Special thanks to Gene R. Korf and the Blanche and Irving Laurie Foundation for their generous support of this program.

Although Richard Widmark has always been considered a fine actor, he has never been given his proper due. He made his reputation as the smiling, baby-faced gangster Tommy Udo, who gleefully pushed a wheel chair bound Mildred Dunnock down a flight of stairs in KISS OF DEATH. His performance was so convincing that it took years for him to live down this twisted image.

Widmark was born in 1914 in Sunrise, Minnesota, a town so small it's not even on the map. It was George Abbott who gave him his break in theater and Darryl Zanuck who started his movie career. Radio work paid the bills in between and probably honed his already distinctive voice. He made his first appearance on Broadway in 1943 and made his film debut in 1947 with KISS OF DEATH. Natural talent, craft, professionalism and an uncanny ability to empathize with flawed characters were the qualities Widmark brought to each movie. Early on he staked a claim to the noir side of human nature, especially in two films that have now attained cult status: Jules Dassin's NIGHT AND THE CITY and Sam Fuller's PICKUP ON SOUTH STREET. In both films he is utterly electric.

Widmark is equally at home in the Western landscape. From the late ‘40s though the early ‘70s, he developed a different persona in his western roles, which comprised a third of his career. In YELLOW SKY, GARDEN OF EVIL, or the vastly underrated WARLOCK, Widmark’s initially callow baby face became more rugged under the Western sun. In the 1972 WHEN THE LEGENDS DIE, his fatalistic aura lent authenticity to the role of an over-the-hill cowboy.

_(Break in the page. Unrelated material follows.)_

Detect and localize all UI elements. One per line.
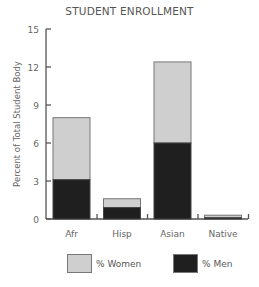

Widmark also excelled in another kind of role that may have been a little truer to his character. In PANIC IN THE STREETS, THE COBWEB, THE BEDFORD INCIDENT and MADIGAN, he is a professional obsessed to the point of collapse with getting the job done, whether it’s tracking down a plague-infected murderer, keeping a psychiatric institute intact, chasing a Soviet sub through Arctic waters or capturing a psycho on the loose in late 60s Manhattan. Few actors have been as adept at tapping into the neurotic undercurrents of American professional life.

For 40 years, Richard Widmark has been a superb actor, recognized by his peers as the consummate professional.With this extensive retrospective, you’ll have a chance to see a great star at work, in 35mm prints, many of which are brand new. Like his screen idol Spencer Tracy, he brings an unerring truth to every role he plays. Like Tracy, he’s never made a false move. — Joanna Ney.

This program is organized by Joanna Ney and Kent Jones. PICKUP ON SOUTH STREET and WARLOCK will be shown in recently restored 35mm prints. Twentieth Century Fox has also struck new prints of DOWN TO THE SEA IN SHIPS, ROAD HOUSE, GARDEN OF EVIL and NIGHT AND THE CITY.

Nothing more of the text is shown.